During the long jump qualification, Owens fouled on his first two attempts. He had one jump left. If he fouled again, he was out. He was tense and terrified.

Suddenly, a tall, blond German athlete named Luz Long approached him. Long was the picture of the Nazi ideal. He was Hitler's favorite to win. But Long didn't treat Owens as an enemy or an inferior. He saw that Owens was struggling with his run-up.

Long suggested that Owens place a towel a few inches behind the takeoff board to play it safe. He gave him technical advice. Owens took the advice, qualified, and eventually won the gold medal. Long took the silver.

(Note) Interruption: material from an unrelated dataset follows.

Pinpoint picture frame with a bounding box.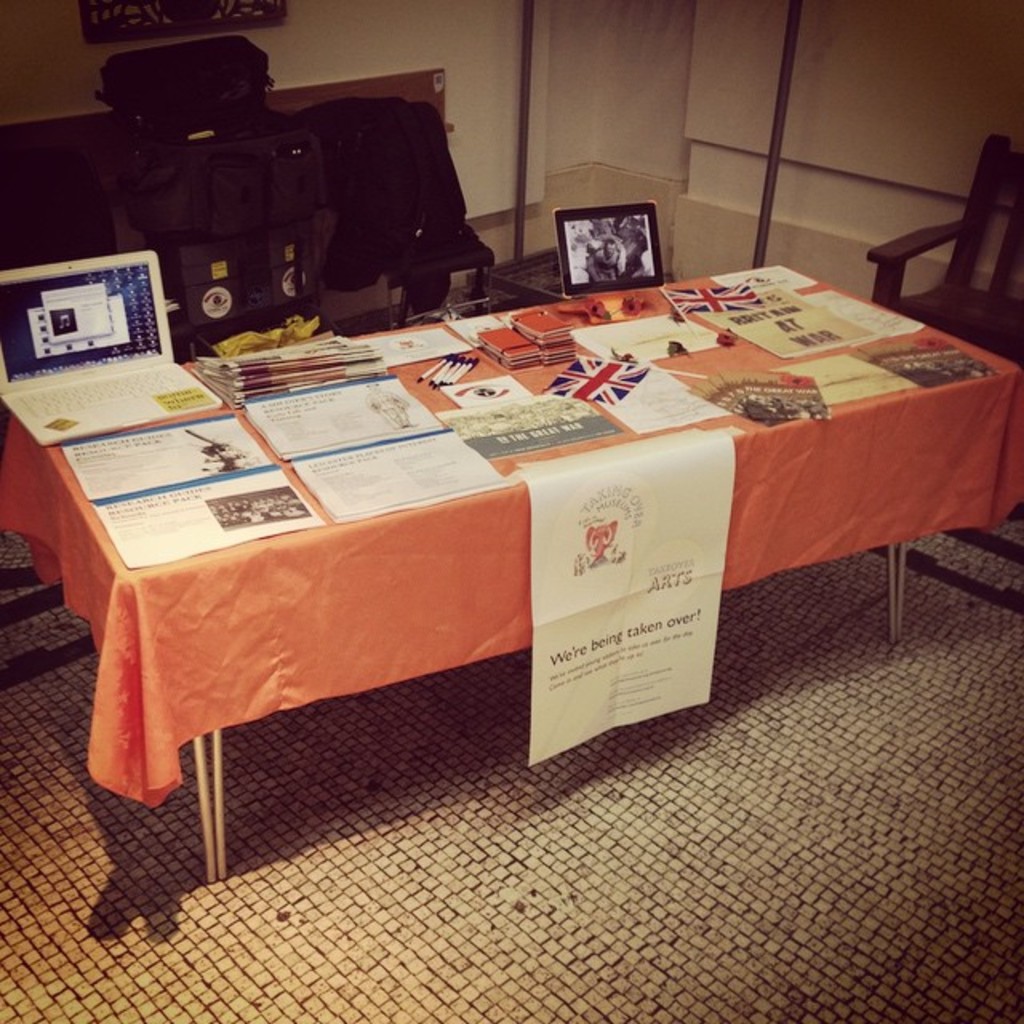
region(557, 200, 664, 296).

In front of Hitler and the entire Nazi leadership, Luz Long embraced Jesse Owens. He walked arm-in-arm with him around the stadium. Long saw past the hateful ideology of his country. He didn't see a "Black man" or a "rival". He saw a fellow athlete. He recognized the excellence in Owens and honored it, regardless of the consequences.

Epictetus, who was a slave, often spoke about this. He reminded his students (many of whom were rich slave owners) that their slaves were their equals in the eyes of Zeus. He used the name "Zeus" to represent the universal reason that lives in all of us.

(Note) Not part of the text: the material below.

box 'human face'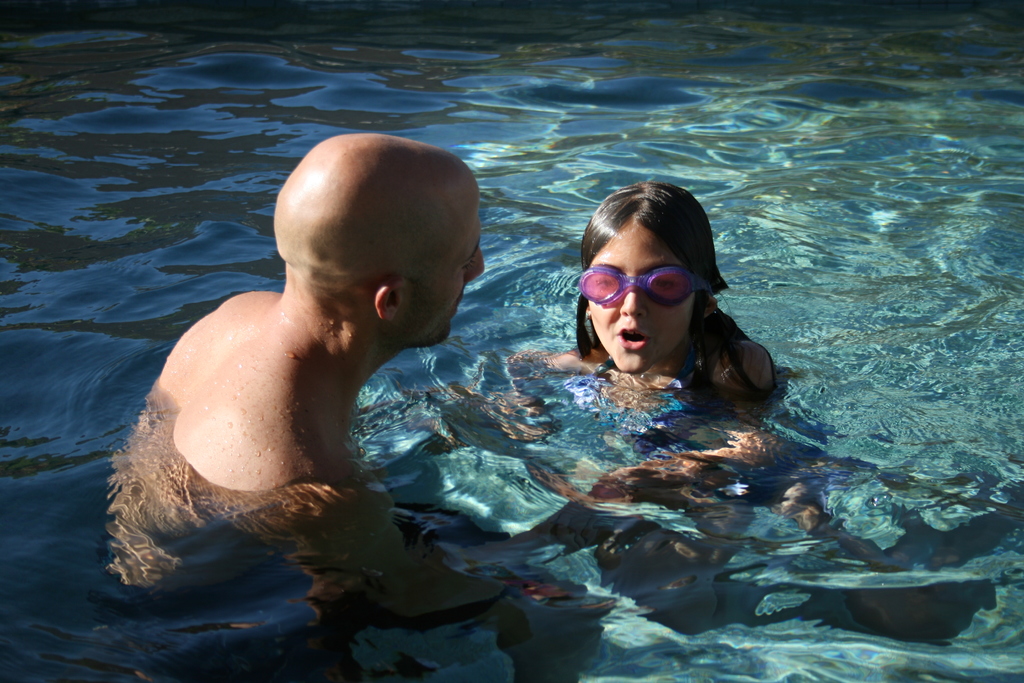
x1=409 y1=204 x2=493 y2=345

When you look at a person who is annoying, poor, or different from you, it's easy to see them as "lesser". Epictetus commands us to look at their lineage. They are descendants of the same universe you are. They carry the same spark of consciousness.

If you treat them like garbage, you are insulting their ancestors, some of whom you may even share. You are disrespecting the divine potential that resides within them. Luz Long realized that the spirit of athleticism in Jesse Owens was the same spirit that was in him. That shared spirit made them brothers, even if their governments were enemies.

Errors & Corrections

  • Don't judge a person by their external station (job, clothes, race). These are just costumes. The actor underneath is divine.
  • Don't forget that you have the same origin as the person you despise. You are both made of the same clay and breathed with the same fire.
  • Don't think that "bearing with" them means you are doing them a favor. You are simply respecting the reality of their nature.

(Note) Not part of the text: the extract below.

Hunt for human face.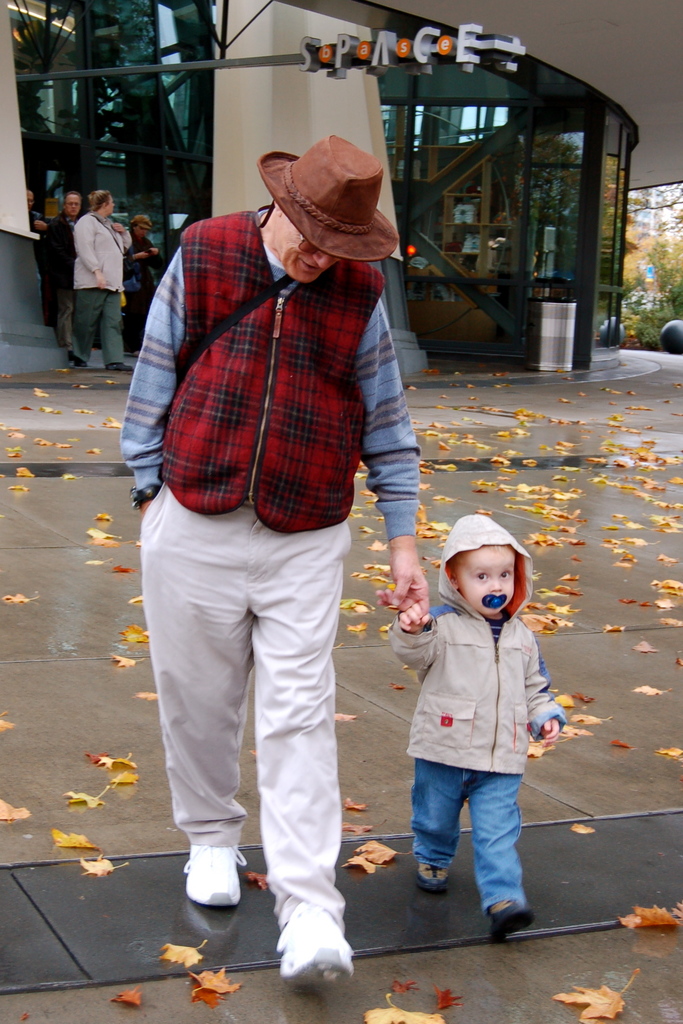
Hunted down at x1=273 y1=209 x2=340 y2=283.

Applications to Modern Life

Interpersonal Relationships

You might have a family member who has fallen into addiction or made terrible life choices. It's easy to look down on them or write them off. But they are still your "brother" in the cosmic sense. The spark is still there, buried under the bad choices. Treat the spark, not the addiction.

Work

The janitor and the CEO are both "sons of Zeus". If you treat the CEO with respect but ignore the janitor, you are a hypocrite. You are respecting the position, not the human. A Stoic respects the human element in everyone. Say hello to the cleaners. Learn their names. They are your kin.

Politics

Political polarization thrives on dehumanization. We call the other side strong names as an insult to strip them of their divine status. Once they are just labels, we can hate them. Stop using the labels. Remind yourself that the person voting differently is a rational being trying to make sense of the world, just like you.

Social Media

The anonymity of the internet makes us forget the "divine spark". We type things to avatars that we would never say to faces. Before you hit send on a nasty reply, imagine the person is your actual brother or sister. Would you speak to them that way?

Maxims

  • See the spark, not the soot.
  • Respect the lineage within the stranger.
  • No man is trash.

In-depth Concepts

Rational Nature (Logikos)

The thing that makes us "kin" to the gods is our capacity for logic and reason. Animals have bodies, but humans have minds that can understand the laws of the universe. This capacity is what Epictetus means by "Zeus as an ancestor". Because everyone has this capacity (even if they aren't using it well), everyone deserves basic dignity.

The City of Gods and Men

The Stoics believed that the universe is a community populated by two types of rational beings: gods and humans. We are all citizens of this same city. Therefore, mistreating a human is like mistreating a fellow citizen in the presence of the King. It violates the law of the cosmic city.